Rob Christensen, Staff Writer
Edwin Yoder is part of a rich tradition of North Carolina journalists who have headed north to make their reputations.
The long list includes Cary's Walter Hines Page, Scotland County's Gerald Johnson, Zebulon's Clifton Daniel, Wilmington's David Brinkley, Raleigh's Vermont Royster, Charlotte's Charles Kuralt, Hamlet's Tom Wicker and Goldsboro's Gene Roberts, to name a few.
Yoder was back in North Carolina this month plugging his memoirs -- titled, with characteristic wit, "Telling Others What to Think: Reflections of a Pundit."
Of course, even Pulitzer Prize-winning columnists such as Yoder don't tell people what to think.
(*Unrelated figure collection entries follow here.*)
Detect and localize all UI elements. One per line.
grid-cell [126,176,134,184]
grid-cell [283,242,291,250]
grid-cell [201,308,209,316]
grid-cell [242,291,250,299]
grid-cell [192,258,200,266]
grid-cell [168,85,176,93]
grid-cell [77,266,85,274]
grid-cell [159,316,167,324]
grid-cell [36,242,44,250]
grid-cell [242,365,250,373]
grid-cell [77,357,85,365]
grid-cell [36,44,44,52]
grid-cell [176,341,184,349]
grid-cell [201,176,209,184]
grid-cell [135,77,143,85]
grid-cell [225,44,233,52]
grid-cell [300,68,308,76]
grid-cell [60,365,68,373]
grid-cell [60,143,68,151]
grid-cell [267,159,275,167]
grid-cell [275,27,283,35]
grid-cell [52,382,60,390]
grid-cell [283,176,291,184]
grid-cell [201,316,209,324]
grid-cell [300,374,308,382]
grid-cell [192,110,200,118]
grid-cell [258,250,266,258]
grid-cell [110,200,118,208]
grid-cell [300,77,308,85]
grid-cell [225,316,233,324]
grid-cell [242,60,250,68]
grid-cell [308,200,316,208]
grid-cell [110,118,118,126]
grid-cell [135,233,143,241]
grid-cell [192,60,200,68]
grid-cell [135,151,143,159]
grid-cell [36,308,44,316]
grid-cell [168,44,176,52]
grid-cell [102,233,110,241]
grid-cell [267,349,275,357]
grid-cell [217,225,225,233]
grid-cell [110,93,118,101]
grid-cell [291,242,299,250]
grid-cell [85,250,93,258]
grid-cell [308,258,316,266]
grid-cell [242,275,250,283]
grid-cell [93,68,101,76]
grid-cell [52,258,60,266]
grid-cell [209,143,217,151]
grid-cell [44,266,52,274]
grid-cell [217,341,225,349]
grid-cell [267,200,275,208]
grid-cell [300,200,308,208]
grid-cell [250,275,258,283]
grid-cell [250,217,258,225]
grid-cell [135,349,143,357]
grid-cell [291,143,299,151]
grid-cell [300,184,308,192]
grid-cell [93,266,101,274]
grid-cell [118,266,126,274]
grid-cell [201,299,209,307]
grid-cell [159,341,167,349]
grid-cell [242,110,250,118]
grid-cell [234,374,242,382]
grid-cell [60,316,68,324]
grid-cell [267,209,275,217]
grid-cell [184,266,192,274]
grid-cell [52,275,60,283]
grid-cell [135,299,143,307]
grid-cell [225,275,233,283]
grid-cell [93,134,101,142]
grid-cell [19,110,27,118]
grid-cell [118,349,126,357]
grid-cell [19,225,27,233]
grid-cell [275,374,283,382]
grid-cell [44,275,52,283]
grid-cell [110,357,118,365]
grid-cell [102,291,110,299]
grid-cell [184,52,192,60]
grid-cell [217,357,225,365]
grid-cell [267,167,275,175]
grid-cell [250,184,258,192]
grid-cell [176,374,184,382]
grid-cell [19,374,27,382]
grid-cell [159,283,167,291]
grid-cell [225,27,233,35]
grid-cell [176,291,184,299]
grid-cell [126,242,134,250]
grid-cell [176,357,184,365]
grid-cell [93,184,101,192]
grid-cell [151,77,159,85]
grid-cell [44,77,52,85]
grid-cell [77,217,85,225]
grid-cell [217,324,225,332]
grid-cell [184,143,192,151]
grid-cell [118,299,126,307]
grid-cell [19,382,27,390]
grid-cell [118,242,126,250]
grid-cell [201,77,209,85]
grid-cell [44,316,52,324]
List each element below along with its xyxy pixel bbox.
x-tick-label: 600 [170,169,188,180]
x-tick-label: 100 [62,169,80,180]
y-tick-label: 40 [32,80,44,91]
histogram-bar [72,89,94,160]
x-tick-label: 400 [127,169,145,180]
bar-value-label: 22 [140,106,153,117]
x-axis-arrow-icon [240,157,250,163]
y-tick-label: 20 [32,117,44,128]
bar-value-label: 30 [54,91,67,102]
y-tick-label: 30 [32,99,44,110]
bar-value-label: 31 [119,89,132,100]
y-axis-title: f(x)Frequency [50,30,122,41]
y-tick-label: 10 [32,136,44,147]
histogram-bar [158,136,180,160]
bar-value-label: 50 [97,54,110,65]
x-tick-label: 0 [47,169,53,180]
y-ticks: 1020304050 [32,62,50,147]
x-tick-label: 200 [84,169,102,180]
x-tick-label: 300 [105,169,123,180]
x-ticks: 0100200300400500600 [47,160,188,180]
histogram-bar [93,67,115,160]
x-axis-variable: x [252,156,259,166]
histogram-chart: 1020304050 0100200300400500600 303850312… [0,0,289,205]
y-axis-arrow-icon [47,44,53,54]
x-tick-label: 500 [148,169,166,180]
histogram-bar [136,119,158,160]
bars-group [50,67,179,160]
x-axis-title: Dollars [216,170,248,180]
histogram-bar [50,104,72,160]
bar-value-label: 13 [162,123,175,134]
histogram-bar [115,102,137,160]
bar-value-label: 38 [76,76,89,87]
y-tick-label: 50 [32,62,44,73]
But he raises a few points that should get his readers' little gray cells working.
In an age of quarrelsome talking TV heads, "you're-a-big-fat-liar" books and partisan propaganda disguised as documentaries, Yoder is a throwback -- a measured voice of reason.
"I frankly fear that the American public ... is skimming impressions from TV and talk radio rather than digging hard for facts and truth," Yoder writes in his book, which he plugged at the Barnes & Noble bookstore in Cary the other day.
Nor does Yoder let the news media off easy.
Journalism's pursuit of the salacious is not new. He notes that President Grover Cleveland was shocked by news hounds spying on his honeymoon. But he argues that today's "tabloidization" is far worse.
"Human nature and the follies that go with it are timeless; but the disposition to thrust them to center stage, often at the expense of more important public matters, is something new," Yoder writes.
Yoder, who at age 70 is still slim with white hair curling over his ears, once described himself as "an Adlai Stevenson conservative and a Sam Ervin liberal."
Writing a syndicated column for 75 newspapers, he could dissect the fine points of constitutional law or write gracefully about his daughter's wedding.
"She looked up at me laughing, this young woman whom I first saw, red and wrinkled, through a maternity ward window in August 1959," Yoder started one column. " 'Daddy,' she said, 'this is the silliest wedding I've ever been to.' "
The son of an intellectually curious Alamance County school superintendent, Yoder entered journalism after being educated in Chapel Hill and Oxford, where he was a Rhodes Scholar.
Yoder's journalism career took him to Charlotte, Greensboro and Washington. Since giving up his column, Yoder has been initiating undergraduates at Washington and Lee University in Virginia to the joys of James Joyce.
His annual postcards from family vacations at Wrightsville Beach were a particular favorite among his readers.
"There is no cure for what the yearly photographs reveal about aging bodies, although we are not taking creeping mortality lying down," Yoder once wrote.
"One of us ... was into pill-augmented tanning, and another was swimming laps every afternoon. There was heavy teasing about these stopgap measures. We know they are small fingers in the dike, that on its other side waits the great relentless tide of time that, as the hymn tells us, bears all its sons away."